Copyright © 2014, The Organizing Committee of the ICDES 2014

Finite Element Analysis of the Human Middle Ear and an Application

for Clinics for Tympanoplasty (Static and Harmonic Vibration Analysis)

Takao HIGASHIMACHI*1, Takashi MAEDA*2, Takayuki OSHIKATA*2

and Ryuzo TORIYA*3 *1 Department of Mechanical Engineering, Sojo University

4-22-1 Ikeda, Nishi-ku, Kumamoto-shi, Kumamoto 860-0082, JAPAN [email protected]

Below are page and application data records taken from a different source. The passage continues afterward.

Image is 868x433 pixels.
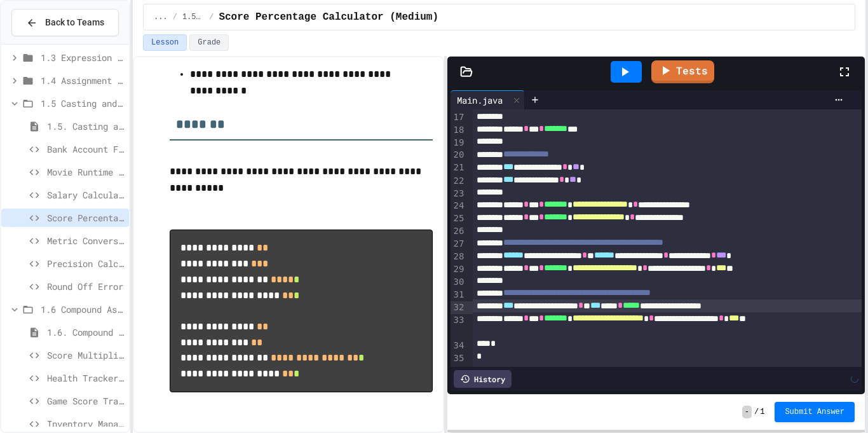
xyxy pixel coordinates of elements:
span: Salary Calculator Fixer (Medium) [47,188,124,202]
span: / [209,12,213,22]
div: 19 [450,137,466,150]
span: 1.4 Assignment and Input [40,74,124,87]
div: 35 [450,353,466,366]
button: Grade [189,34,229,51]
div: 31 [450,289,466,302]
div: 28 [450,251,466,264]
span: 1.3 Expression and Output [40,51,124,64]
span: Score Multiplier Debug [47,348,124,362]
div: 34 [450,340,466,353]
div: 32 [450,302,466,315]
button: Submit Answer [774,402,855,423]
span: Game Score Tracker [47,395,124,408]
span: Back to Teams [45,16,104,29]
div: Main.java [450,94,509,107]
div: 27 [450,238,466,251]
div: 22 [450,175,466,188]
span: Bank Account Fixer (Easy) [47,142,124,156]
div: 24 [450,200,466,213]
div: 17 [450,112,466,124]
span: 1.5. Casting and Ranges of Values [47,120,124,133]
div: 23 [450,188,466,201]
span: Precision Calculator System (Hard) [47,257,124,270]
span: Round Off Error [47,280,124,294]
span: / [173,12,177,22]
span: Submit Answer [785,408,845,417]
span: 1.6 Compound Assignment Operators [40,303,124,316]
div: History [453,370,512,388]
span: / [754,408,759,417]
span: Health Tracker Update [47,372,124,385]
button: Lesson [143,34,187,51]
span: ... [154,12,168,22]
span: 1.6. Compound Assignment Operators [47,326,124,339]
span: 1.5 Casting and Range of Values [40,97,124,110]
div: 26 [450,225,466,238]
span: Score Percentage Calculator (Medium) [47,211,124,225]
div: 33 [450,315,466,340]
span: Movie Runtime Calculator (Easy) [47,166,124,179]
div: 20 [450,149,466,162]
span: 1.5 Casting and Range of Values [183,12,204,22]
div: 30 [450,276,466,289]
div: 29 [450,264,466,276]
span: Metric Conversion Debugger (Hard) [47,234,124,247]
div: 18 [450,124,466,137]
span: - [742,406,752,419]
span: Score Percentage Calculator (Medium) [218,10,438,25]
span: Inventory Management System [47,417,124,431]
button: Back to Teams [11,9,119,36]
div: Main.java [450,91,525,109]
div: 25 [450,213,466,225]
a: Tests [652,61,715,83]
div: 21 [450,162,466,175]
span: 1 [760,408,765,417]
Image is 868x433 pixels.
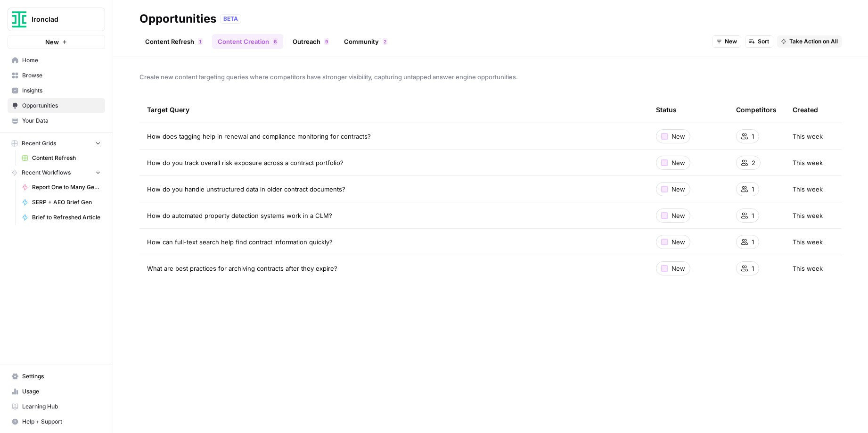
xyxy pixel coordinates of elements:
span: Browse [22,71,100,80]
a: Your Data [7,113,105,128]
div: Created [793,97,818,123]
div: BETA [221,14,241,24]
span: Help + Support [22,417,100,426]
span: 1 [751,211,754,221]
span: New [671,158,686,167]
button: Recent Grids [7,136,105,150]
span: 1 [751,132,754,140]
span: Home [22,56,100,65]
span: Usage [22,387,100,396]
span: What are best practices for archiving contracts after they expire? [147,263,338,273]
div: Status [656,97,677,123]
span: 1 [751,263,754,273]
span: Create new content targeting queries where competitors have stronger visibility, capturing untapp... [140,72,842,82]
a: Content Creation6 [213,34,284,49]
span: Content Refresh [32,154,100,162]
a: SERP + AEO Brief Gen [18,195,105,210]
img: Ironclad Logo [11,11,28,28]
span: Insights [22,86,100,95]
span: New [671,132,686,140]
span: How do you track overall risk exposure across a contract portfolio? [147,158,343,167]
a: Community2 [339,34,393,49]
span: New [671,237,686,246]
span: How can full-text search help find contract information quickly? [147,237,333,246]
span: Your Data [22,116,100,124]
span: How does tagging help in renewal and compliance monitoring for contracts? [147,132,371,140]
button: Sort [745,36,774,48]
button: New [7,35,105,49]
a: Opportunities [7,98,105,113]
span: Learning Hub [22,402,100,411]
span: This week [793,158,824,167]
div: 2 [382,37,388,45]
span: 9 [326,37,328,45]
a: Settings [7,369,105,383]
a: Browse [7,68,105,83]
a: Outreach9 [287,34,334,49]
span: Report One to Many Generator [32,183,100,191]
span: Ironclad [32,14,89,24]
button: Help + Support [7,413,105,429]
div: 1 [198,37,203,45]
span: Sort [758,37,769,45]
span: Settings [22,372,100,381]
button: New [712,36,742,48]
div: 9 [325,37,329,45]
button: Workspace: Ironclad [7,7,105,31]
span: New [671,184,686,194]
a: Insights [7,83,105,98]
span: This week [793,184,824,194]
button: Take Action on All [777,36,842,48]
span: SERP + AEO Brief Gen [32,198,100,206]
span: 6 [274,37,277,45]
span: How do automated property detection systems work in a CLM? [147,211,333,221]
span: This week [793,263,824,273]
span: Recent Workflows [21,168,71,177]
div: Competitors [736,97,777,123]
span: This week [793,237,824,246]
span: Brief to Refreshed Article [32,213,100,221]
a: Brief to Refreshed Article [18,210,105,225]
span: Recent Grids [21,139,56,148]
div: 6 [273,37,277,45]
span: This week [793,132,824,140]
span: This week [793,211,824,221]
span: 1 [751,184,754,194]
span: New [671,263,686,273]
span: 2 [383,37,387,45]
div: Opportunities [140,12,216,27]
div: Target Query [147,97,641,123]
span: 2 [751,158,756,167]
span: Take Action on All [790,37,838,45]
a: Content Refresh1 [140,34,208,49]
span: How do you handle unstructured data in older contract documents? [147,184,346,194]
span: New [45,37,59,46]
span: 1 [199,37,202,45]
a: Content Refresh [18,150,105,165]
a: Usage [7,383,105,398]
span: 1 [751,237,754,246]
span: New [671,211,686,221]
a: Report One to Many Generator [18,180,105,195]
a: Home [7,52,105,68]
span: New [725,37,737,45]
button: Recent Workflows [7,165,105,180]
span: Opportunities [22,101,100,110]
a: Learning Hub [7,398,105,413]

*2 Graduate School of Engineering, Sojo University 4-22-1 Ikeda, Nishi-ku, Kumamoto-shi, Kumamoto 860-0082, JAPAN

*3 Toriya ENT Clinic 5-7-12 Kuhonji, Chuo-ku, Kumamoto-shi, Kumamoto 862-0976, JAPAN [email protected]

Abstract

We have already proposed a method for estimating the hearing restoration effect of the tympanoplasty operation using the three-dimensional finite element method. In this study, the restoration effect of the operation using the columella instead of the broken incus was estimated for cases in which the incus of auditory ossicles was deficient by the middle ear cholesteatoma. The shape, the mounting position and material of the columella to the malleus were variously changed in the finite element static analysis. It was ascertained that hearing recovery of about 92% could be expected. This result is appropriate from a clinical viewpoint. On the other hand, the harmonic vibration analysis in receiving the sound pressure was carried out in order to obtain the frequency response characteristics of a healthy subject. Then, it was assumed that the incus of the healthy subject was damaged by some causes. The harmonic vibration analysis was carried out for the tympanoplasty model in which the columela was used instead of the damaged incus. It was clarified that hearing recovery of about 98% could be expected. From the viewpoint of the vibration analysis, it was proven that the prediction of a hearing restoration effect was possible by our method, which made the displacement of the stapes basal plane to be a standard. Keywords: geometric model, FEM, human middle ear, tympanic membrane, auditory ossicles, tympanoplasty, sound pressure, hearing ability

1 Introduction The geometric model of the middle ear including

the tympanic membrane, tympanic cavity, auditory ossicles, several ligaments, and tensor was constructed using SolidWorks. The method for estimating the hearing restoration effect from the perpendicular displacement to stapes basal plane has been proposed in our research group. In order to verify its validity, the finite element model in which the column article called columella is substituted for the incus of the healthy ear is constructed and the static analysis was performed in

our previous research [1]. In this paper, a geometric model of the middle ear

in which the ossicular chain is broken by the middle ear cholesteatoma, is constructed. For this model, the finite element static analysis is carried out by a change of material, shape and the way of mounting the columella. From this, a prediction is made of the degree of hearing ability recovery and the validity of the prediction method is verified with the clinical data.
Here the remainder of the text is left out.